In the 1990’s there was an infamous case in California of a teenage boy who was questioned for hours by police in the murder of his sister. He confessed and was convicted, even though it was later determined with compelling DNA evidence that a stranger had committed the horrible crime. Pressuring a person for the answer you want usually gets you what you want; it doesn’t get you what you need.
The ambiguities of real life make torture seem cartoonish and black-and-white, and part of a worldview credulous conservatives can get behind.
The Guardian –a British liberal newspaper– is following the UK trend and kissing religion’s ass. To appeal to the politically-correct masses the paper has given a theologian –Dr. Justin Thacker– column space to voice his brand of apologetics. His Holy Triteness has just written a piece titled Did Darwin Kill God? which is his scanty coverage of a debate that was just held at Westminster Abbey –Darwin’s grave site.
I would have to agree with Thacker and say no –Darwin didn’t kill God. Darwin wasn’t the type of man to fight invisible monsters. But Darwin did make the idea of God’s creation completely unnecessary. The reality Thacker avoids is that his idea of Christianity getting along with evolution is a minority view. Polling data indicates most Americans see evolution as incompatible with their Christian faith. The UK polling strongly agrees.
In the debate Thacker describes, the apologists –Lord Winston and Professor Alexander– responded to the opposition
by pointing out that the Genesis account has always been considered allegorical, and certainly long before Darwin came on the scene.
What tiny island have these jokers been stranded on?

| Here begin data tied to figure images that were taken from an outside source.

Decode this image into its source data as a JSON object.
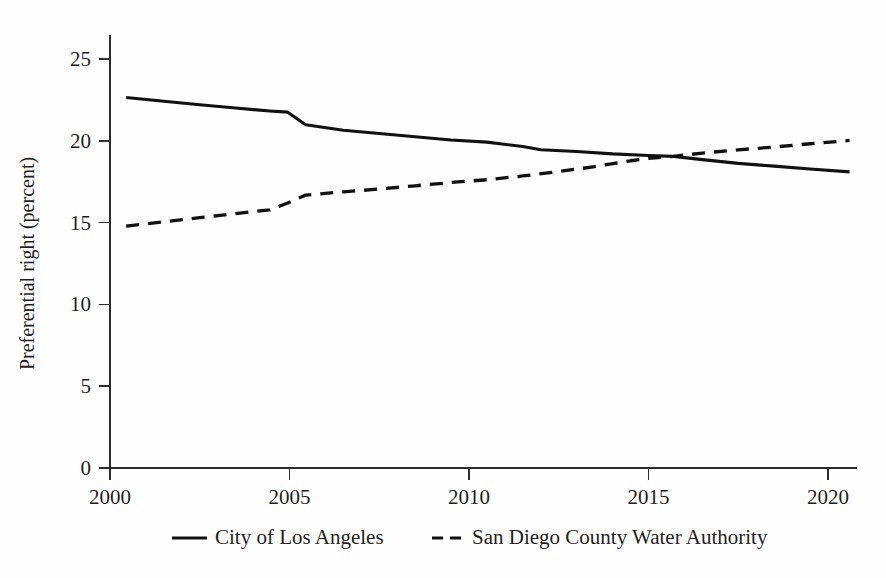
{
  "chart_data": {
    "type": "line",
    "title": "",
    "subtitle": "",
    "xlabel": "",
    "ylabel": "Preferential right (percent)",
    "xlim": [
      2000,
      2020.95
    ],
    "ylim": [
      0,
      26.5
    ],
    "xticks": [
      2000,
      2005,
      2010,
      2015,
      2020
    ],
    "xticklabels": [
      "2000",
      "2005",
      "2010",
      "2015",
      "2020"
    ],
    "yticks": [
      0,
      5,
      10,
      15,
      20,
      25
    ],
    "yticklabels": [
      "0",
      "5",
      "10",
      "15",
      "20",
      "25"
    ],
    "grid": false,
    "legend_position": "bottom-center",
    "series": [
      {
        "name": "City of Los Angeles",
        "style": "solid",
        "color": "#111111",
        "x": [
          2000.45,
          2001.5,
          2002.5,
          2003.5,
          2004.45,
          2004.95,
          2005.45,
          2006.5,
          2007.5,
          2008.5,
          2009.5,
          2010.5,
          2011.5,
          2012.0,
          2013.0,
          2014.0,
          2015.0,
          2015.7,
          2016.5,
          2017.5,
          2018.5,
          2019.5,
          2020.6
        ],
        "y": [
          22.65,
          22.42,
          22.2,
          22.0,
          21.82,
          21.75,
          20.98,
          20.65,
          20.45,
          20.25,
          20.05,
          19.92,
          19.65,
          19.45,
          19.35,
          19.2,
          19.1,
          19.05,
          18.85,
          18.62,
          18.45,
          18.28,
          18.1
        ]
      },
      {
        "name": "San Diego County Water Authority",
        "style": "dashed",
        "color": "#111111",
        "x": [
          2000.45,
          2001.5,
          2002.5,
          2003.5,
          2004.45,
          2004.95,
          2005.45,
          2006.5,
          2007.5,
          2008.5,
          2009.5,
          2010.5,
          2011.5,
          2012.5,
          2013.5,
          2014.5,
          2015.0,
          2015.7,
          2016.5,
          2017.5,
          2018.5,
          2019.5,
          2020.6
        ],
        "y": [
          14.78,
          15.05,
          15.3,
          15.55,
          15.78,
          16.2,
          16.68,
          16.88,
          17.05,
          17.25,
          17.45,
          17.62,
          17.85,
          18.12,
          18.42,
          18.78,
          18.92,
          19.05,
          19.25,
          19.45,
          19.62,
          19.82,
          20.02
        ]
      }
    ],
    "annotations": []
  },
  "legend": {
    "items": [
      {
        "label": "City of Los Angeles",
        "style": "solid"
      },
      {
        "label": "San Diego County Water Authority",
        "style": "dashed"
      }
    ]
  }
}
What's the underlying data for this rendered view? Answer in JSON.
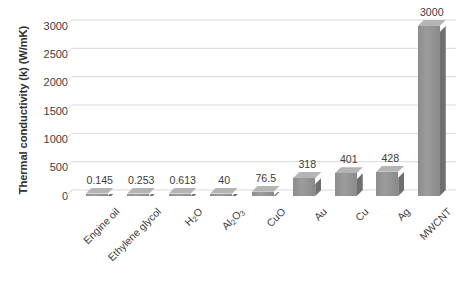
{
  "chart_data": {
    "type": "bar",
    "title": "",
    "xlabel": "",
    "ylabel": "Thermal conductivity (k) (W/mK)",
    "ylim": [
      0,
      3000
    ],
    "ytick_labels": [
      "3000",
      "2500",
      "2000",
      "1500",
      "1000",
      "500",
      "0"
    ],
    "ytick_values": [
      3000,
      2500,
      2000,
      1500,
      1000,
      500,
      0
    ],
    "grid": true,
    "legend": "none",
    "style": "3d-column",
    "bar_color": "#8f8f8f",
    "bar_top_color": "#b4b4b4",
    "bar_side_color": "#6f6f6f",
    "gridline_color": "#d9d9d9",
    "categories": [
      "Engine oil",
      "Ethylene glycol",
      "H2O",
      "Al2O3",
      "CuO",
      "Au",
      "Cu",
      "Ag",
      "MWCNT"
    ],
    "values": [
      0.145,
      0.253,
      0.613,
      40,
      76.5,
      318,
      401,
      428,
      3000
    ],
    "data_labels": [
      "0.145",
      "0.253",
      "0.613",
      "40",
      "76.5",
      "318",
      "401",
      "428",
      "3000"
    ],
    "category_labels_html": [
      "Engine oil",
      "Ethylene glycol",
      "H<sub>2</sub>O",
      "Al<sub>2</sub>O<sub>3</sub>",
      "CuO",
      "Au",
      "Cu",
      "Ag",
      "MWCNT"
    ]
  }
}
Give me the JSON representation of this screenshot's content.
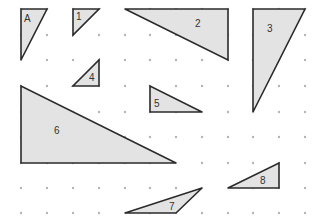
{
  "grid": {
    "columns_x": [
      21,
      47,
      73,
      99,
      125,
      150,
      176,
      202,
      228,
      253,
      279,
      305
    ],
    "rows_y": [
      9,
      35,
      60,
      86,
      112,
      137,
      163,
      188,
      213
    ],
    "dot_color": "#b5b5b5"
  },
  "style": {
    "fill": "#e3e3e3",
    "stroke": "#2b2b2b"
  },
  "triangles": [
    {
      "label": "A",
      "points": [
        [
          21,
          9
        ],
        [
          47,
          9
        ],
        [
          21,
          60
        ]
      ],
      "label_pos": [
        24,
        22
      ]
    },
    {
      "label": "1",
      "points": [
        [
          73,
          9
        ],
        [
          99,
          9
        ],
        [
          73,
          35
        ]
      ],
      "label_pos": [
        76,
        20
      ]
    },
    {
      "label": "2",
      "points": [
        [
          125,
          9
        ],
        [
          228,
          9
        ],
        [
          228,
          60
        ]
      ],
      "label_pos": [
        195,
        27
      ]
    },
    {
      "label": "3",
      "points": [
        [
          253,
          9
        ],
        [
          305,
          9
        ],
        [
          253,
          112
        ]
      ],
      "label_pos": [
        267,
        32
      ]
    },
    {
      "label": "4",
      "points": [
        [
          99,
          60
        ],
        [
          99,
          86
        ],
        [
          73,
          86
        ]
      ],
      "label_pos": [
        89,
        81
      ]
    },
    {
      "label": "5",
      "points": [
        [
          150,
          86
        ],
        [
          150,
          112
        ],
        [
          202,
          112
        ]
      ],
      "label_pos": [
        154,
        107
      ]
    },
    {
      "label": "6",
      "points": [
        [
          21,
          86
        ],
        [
          21,
          163
        ],
        [
          176,
          163
        ]
      ],
      "label_pos": [
        54,
        134
      ]
    },
    {
      "label": "7",
      "points": [
        [
          125,
          213
        ],
        [
          202,
          188
        ],
        [
          176,
          213
        ]
      ],
      "label_pos": [
        169,
        210
      ]
    },
    {
      "label": "8",
      "points": [
        [
          228,
          188
        ],
        [
          279,
          163
        ],
        [
          279,
          188
        ]
      ],
      "label_pos": [
        260,
        184
      ]
    }
  ]
}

I suggest Thacker, Lord Winston, and Professor Alexander vacation somewhere other than Fantasyland. Perhaps, a few weeks in Kansas or Texas might set them straight. The UK is just not representing.
(At the end of the video she actually claims to be a non-fiction writer. LMAO.)

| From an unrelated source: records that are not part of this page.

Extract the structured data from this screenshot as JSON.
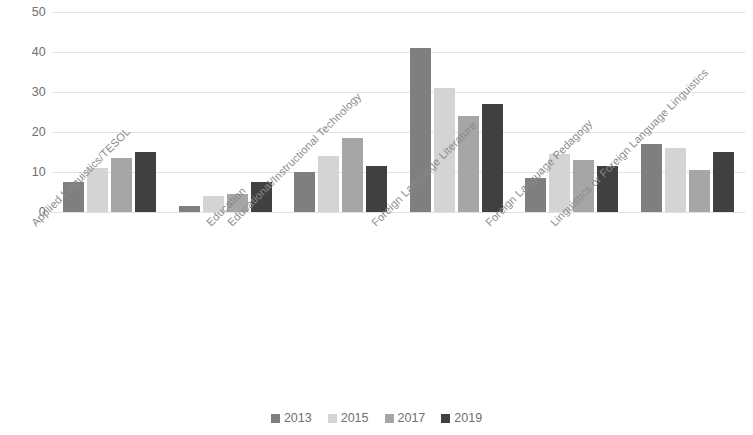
{
  "chart_data": {
    "type": "bar",
    "title": "",
    "subtitle": "",
    "xlabel": "",
    "ylabel": "",
    "ylim": [
      0,
      50
    ],
    "y_ticks": [
      "0",
      "10",
      "20",
      "30",
      "40",
      "50"
    ],
    "grid": true,
    "legend_position": "bottom",
    "categories": [
      "Applied Linguistics/TESOL",
      "Education",
      "Educational/Instructional Technology",
      "Foreign Language Literature",
      "Foreign Language Pedagogy",
      "Linguistics or Foreign Language Linguistics"
    ],
    "series": [
      {
        "name": "2013",
        "color": "#7f7f7f",
        "values": [
          7.5,
          1.5,
          10,
          41,
          8.5,
          17
        ]
      },
      {
        "name": "2015",
        "color": "#d4d4d4",
        "values": [
          11,
          4,
          14,
          31,
          14.5,
          16
        ]
      },
      {
        "name": "2017",
        "color": "#a6a6a6",
        "values": [
          13.5,
          4.5,
          18.5,
          24,
          13,
          10.5
        ]
      },
      {
        "name": "2019",
        "color": "#404040",
        "values": [
          15,
          7.5,
          11.5,
          27,
          11.5,
          15
        ]
      }
    ]
  },
  "colors": {
    "gridline": "#e2e2e2",
    "tick_text": "#6f6f6f",
    "category_text": "#8a8a8a",
    "background": "#ffffff"
  }
}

Denyse O’Leary is an aged Canadian cheerleader for intelligent design. Some may have heard of her. Give me an A. Give me an S. Give me another S. Yes, Denyse, is an ass. Her writings on evolution are unchallenging to say the least. But this one post from 2008 made me laugh. In it she attempts to knock Jeffrey Kluger’s article in Time Magazine on Ben Stein and the ID movie Expelled: No Intelligence Allowed. Kluger had made a comment about the so-called primordial soup:
Organic chemicals needed eons of stirring and slow cooking before they could produce compounds that could begin to lead to a living thing.

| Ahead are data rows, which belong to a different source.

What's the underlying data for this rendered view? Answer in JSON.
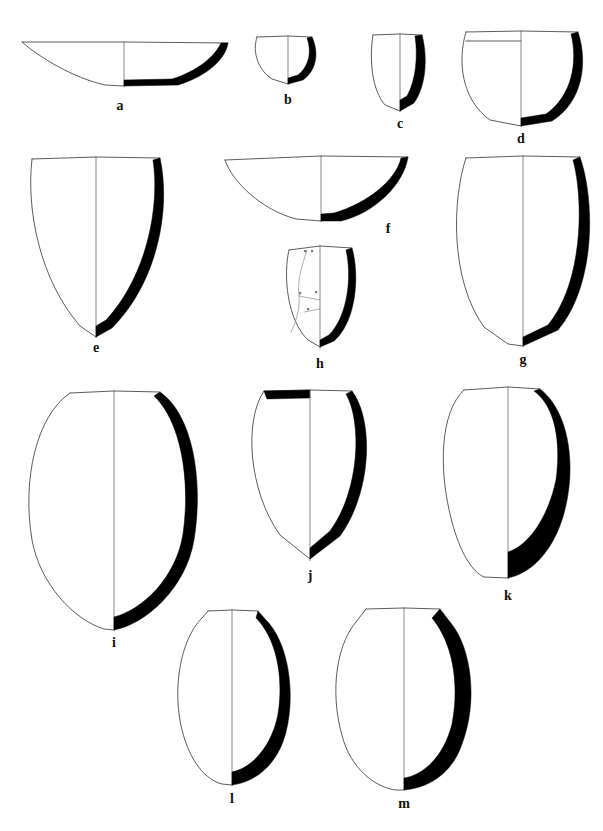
{
  "figure": {
    "background_color": "#ffffff",
    "ink_color": "#000000",
    "outline_color": "#0d0d0d",
    "section_fill": "#000000",
    "centerline_color": "#6b6b6b",
    "convention": "left half = exterior profile, right half = wall cross-section",
    "vessel_count": 13
  },
  "vessels": [
    {
      "id": "a",
      "label": "a",
      "label_x": 120,
      "label_y": 110,
      "row": 1,
      "form": "shallow open bowl",
      "rim_y": 42,
      "base_y": 87,
      "left_x": 22,
      "right_x": 228,
      "center_x": 124,
      "width": 206,
      "height": 45,
      "has_rim_band": false,
      "rim_band_filled": false,
      "has_cracks": false,
      "left_path": "M22,42 C40,58 74,78 105,85 L124,86",
      "rim_left_path": "M22,42 L124,42",
      "rim_right_path": "M124,42 L228,43",
      "section_path": "M228,43 C226,58 208,76 178,85 L124,86 L124,80 L172,79 C198,71 215,56 221,43 Z"
    },
    {
      "id": "b",
      "label": "b",
      "label_x": 288,
      "label_y": 104,
      "row": 1,
      "form": "small hemispherical cup",
      "rim_y": 36,
      "base_y": 85,
      "left_x": 256,
      "right_x": 320,
      "center_x": 288,
      "width": 64,
      "height": 49,
      "has_rim_band": false,
      "rim_band_filled": false,
      "has_cracks": false,
      "left_path": "M257,37 C252,52 258,70 272,79 L288,84",
      "rim_left_path": "M257,37 L288,36",
      "rim_right_path": "M288,36 L312,37",
      "section_path": "M312,37 C319,52 317,70 303,80 L288,84 L288,78 L298,75 C309,66 312,52 307,38 Z"
    },
    {
      "id": "c",
      "label": "c",
      "label_x": 400,
      "label_y": 128,
      "row": 1,
      "form": "deep beaker / small jar",
      "rim_y": 34,
      "base_y": 112,
      "left_x": 371,
      "right_x": 428,
      "center_x": 400,
      "width": 57,
      "height": 78,
      "has_rim_band": false,
      "rim_band_filled": false,
      "has_cracks": false,
      "left_path": "M373,35 C369,60 372,90 385,105 L400,111",
      "rim_left_path": "M373,35 L400,34",
      "rim_right_path": "M400,34 L422,35",
      "section_path": "M422,35 C428,58 426,86 414,103 L400,111 L400,100 L407,96 C416,80 418,56 415,36 Z"
    },
    {
      "id": "d",
      "label": "d",
      "label_x": 521,
      "label_y": 143,
      "row": 1,
      "form": "rounded-base jar with rim band",
      "rim_y": 31,
      "base_y": 127,
      "left_x": 461,
      "right_x": 585,
      "center_x": 521,
      "width": 124,
      "height": 96,
      "has_rim_band": true,
      "rim_band_filled": false,
      "rim_band_y": 41,
      "has_cracks": false,
      "left_path": "M466,32 C457,62 462,100 490,120 L521,126",
      "rim_left_path": "M466,32 L521,31",
      "rim_right_path": "M521,31 L578,32",
      "section_path": "M578,32 C588,62 583,102 552,121 L521,126 L521,118 L546,114 C572,96 578,62 571,34 Z"
    },
    {
      "id": "e",
      "label": "e",
      "label_x": 96,
      "label_y": 352,
      "row": 2,
      "form": "large pointed-base jar",
      "rim_y": 157,
      "base_y": 338,
      "left_x": 30,
      "right_x": 166,
      "center_x": 96,
      "width": 136,
      "height": 181,
      "has_rim_band": false,
      "rim_band_filled": false,
      "has_cracks": false,
      "left_path": "M32,159 C26,210 40,280 80,326 L96,337",
      "rim_left_path": "M32,159 L96,157",
      "rim_right_path": "M96,157 L160,158",
      "section_path": "M160,158 C171,208 158,282 112,328 L96,337 L96,326 L106,320 C147,276 160,206 153,160 Z"
    },
    {
      "id": "f",
      "label": "f",
      "label_x": 388,
      "label_y": 233,
      "row": 2,
      "form": "shallow carinated bowl",
      "rim_y": 156,
      "base_y": 222,
      "left_x": 222,
      "right_x": 412,
      "center_x": 321,
      "width": 190,
      "height": 66,
      "has_rim_band": false,
      "rim_band_filled": false,
      "has_cracks": false,
      "left_path": "M225,160 C232,182 262,210 296,219 L321,221",
      "rim_left_path": "M225,160 L321,156",
      "rim_right_path": "M321,156 L408,157",
      "section_path": "M408,157 C404,184 375,213 341,221 L321,221 L321,214 L334,213 C368,203 396,180 401,158 Z"
    },
    {
      "id": "g",
      "label": "g",
      "label_x": 523,
      "label_y": 364,
      "row": 2,
      "form": "tall ovoid jar, rounded base",
      "rim_y": 156,
      "base_y": 347,
      "left_x": 462,
      "right_x": 588,
      "center_x": 523,
      "width": 126,
      "height": 191,
      "has_rim_band": false,
      "rim_band_filled": false,
      "has_cracks": false,
      "left_path": "M466,158 C452,200 450,280 484,327 L508,344 L523,346",
      "rim_left_path": "M466,158 L523,156",
      "rim_right_path": "M523,156 L580,157",
      "section_path": "M580,157 C595,200 596,285 558,330 L523,346 L523,337 L548,325 C583,283 584,200 573,160 Z"
    },
    {
      "id": "h",
      "label": "h",
      "label_x": 320,
      "label_y": 368,
      "row": 2,
      "form": "small ovoid jar with repair cracks",
      "rim_y": 246,
      "base_y": 349,
      "left_x": 287,
      "right_x": 358,
      "center_x": 320,
      "width": 71,
      "height": 103,
      "has_rim_band": false,
      "rim_band_filled": false,
      "has_cracks": true,
      "crack_paths": [
        "M307,250 C302,266 297,280 299,296 C300,310 296,322 291,332",
        "M299,296 L320,300",
        "M304,312 L320,309"
      ],
      "crack_ticks": [
        {
          "x": 304,
          "y": 250
        },
        {
          "x": 311,
          "y": 250
        },
        {
          "x": 299,
          "y": 292
        },
        {
          "x": 315,
          "y": 291
        },
        {
          "x": 307,
          "y": 308
        }
      ],
      "left_path": "M289,250 C283,275 287,320 308,340 L320,347",
      "rim_left_path": "M289,250 L320,246",
      "rim_right_path": "M320,246 L352,248",
      "section_path": "M352,248 C360,276 356,322 334,341 L320,347 L320,340 L329,335 C348,316 352,276 346,250 Z"
    },
    {
      "id": "i",
      "label": "i",
      "label_x": 114,
      "label_y": 647,
      "row": 3,
      "form": "very large ovoid storage jar",
      "rim_y": 391,
      "base_y": 631,
      "left_x": 25,
      "right_x": 198,
      "center_x": 114,
      "width": 173,
      "height": 240,
      "has_rim_band": false,
      "rim_band_filled": false,
      "has_cracks": false,
      "left_path": "M70,393 C36,416 22,480 32,540 C40,584 74,620 104,629 L114,630",
      "rim_left_path": "M70,393 L114,391",
      "rim_right_path": "M114,391 L160,392",
      "section_path": "M160,392 C192,414 204,478 194,540 C186,588 146,624 114,630 L114,617 C142,610 176,578 183,534 C191,478 180,420 154,396 Z"
    },
    {
      "id": "j",
      "label": "j",
      "label_x": 310,
      "label_y": 580,
      "row": 3,
      "form": "globular jar with black rim band",
      "rim_y": 390,
      "base_y": 561,
      "left_x": 250,
      "right_x": 370,
      "center_x": 310,
      "width": 120,
      "height": 171,
      "has_rim_band": true,
      "rim_band_filled": true,
      "rim_band_y": 393,
      "rim_band_path": "M264,391 L310,390 L310,398 L267,399 Z",
      "has_cracks": false,
      "left_path": "M264,391 C244,420 248,490 280,535 L310,559",
      "rim_left_path": "M264,391 L310,390",
      "rim_right_path": "M310,390 L352,391",
      "section_path": "M352,391 C374,420 372,492 340,536 L310,559 L310,548 L330,531 C360,490 362,422 346,394 Z"
    },
    {
      "id": "k",
      "label": "k",
      "label_x": 508,
      "label_y": 600,
      "row": 3,
      "form": "thick-walled jar, flat base",
      "rim_y": 387,
      "base_y": 579,
      "left_x": 441,
      "right_x": 578,
      "center_x": 508,
      "width": 137,
      "height": 192,
      "has_rim_band": false,
      "rim_band_filled": false,
      "has_cracks": false,
      "left_path": "M464,390 C440,412 438,470 452,522 C460,552 472,572 484,577 L508,578",
      "rim_left_path": "M464,390 L508,387",
      "rim_right_path": "M508,387 L540,389",
      "section_path": "M540,389 C570,412 578,470 562,520 C550,556 528,574 508,578 L508,552 C528,546 548,518 556,480 C562,434 552,404 534,391 Z"
    },
    {
      "id": "l",
      "label": "l",
      "label_x": 232,
      "label_y": 803,
      "row": 4,
      "form": "ovoid jar with short neck",
      "rim_y": 610,
      "base_y": 786,
      "left_x": 172,
      "right_x": 292,
      "center_x": 232,
      "width": 120,
      "height": 176,
      "has_rim_band": false,
      "rim_band_filled": false,
      "has_cracks": false,
      "left_path": "M208,611 L202,618 C180,640 172,690 182,730 C190,762 206,780 222,784 L232,785",
      "rim_left_path": "M208,611 L232,610",
      "rim_right_path": "M232,610 L258,611",
      "section_path": "M258,611 L266,620 C288,642 296,692 286,732 C278,764 256,782 232,785 L232,772 C252,768 272,746 278,714 C284,676 276,638 256,618 Z"
    },
    {
      "id": "m",
      "label": "m",
      "label_x": 404,
      "label_y": 808,
      "row": 4,
      "form": "broad ovoid jar",
      "rim_y": 608,
      "base_y": 790,
      "left_x": 336,
      "right_x": 466,
      "center_x": 404,
      "width": 130,
      "height": 182,
      "has_rim_band": false,
      "rim_band_filled": false,
      "has_cracks": false,
      "left_path": "M366,609 L356,622 C334,648 330,700 344,742 C354,772 378,788 396,790 L404,790",
      "rim_left_path": "M366,609 L404,608",
      "rim_right_path": "M404,608 L440,609",
      "section_path": "M440,609 L450,622 C472,648 478,702 462,744 C452,774 428,788 404,790 L404,778 C424,775 444,756 452,724 C460,682 452,642 432,618 Z"
    }
  ]
}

And O’Leary shot back with:
Huh? Stirring and slow cooking? Look, I am not making this up.
Every serious origin of life (OOL) researcher finds OOL an excruciatingly difficult problem. Genome mapper and Nobelist Francis Crick, a staunch atheist, suggested that life must have been brought here by intelligent aliens, and Richard Dawkins is willing to entertain that idea too. But science writer Jeffrey Kluger somehow knows the “answer” that eludes all those guys?
Here we have further proof that creationism is popular among willfully uneducated buffoons. Perhaps, O’Leary really hasn’t heard that some chemical reactions are helped along by mixing and heat, two naturally occurring phenomena. And while organic chemists don’t claim to know exactly how life on Earth started, they do have a good general idea. And it doesn’t involve a magical sky-daddy, which is O’Leary’s non-answer to the question. At the end of her post, she adds:
Anyway, given recent wholesale attempts to suppress discussion of the problems with Darwinism and materialist theories in general, the ID guys are well past concern about the atheist circus. Kluger probably didn’t notice the drive to restore intellectual freedom. Just as well, because you only need that if you have new ideas.
No one has told Denyse that ID predates Darwinian evolution by several centuries. And that ID remains an unchanged and unproductive pursuit. There’s no point in having academic freedom, Denyse, if you aren’t going to use it.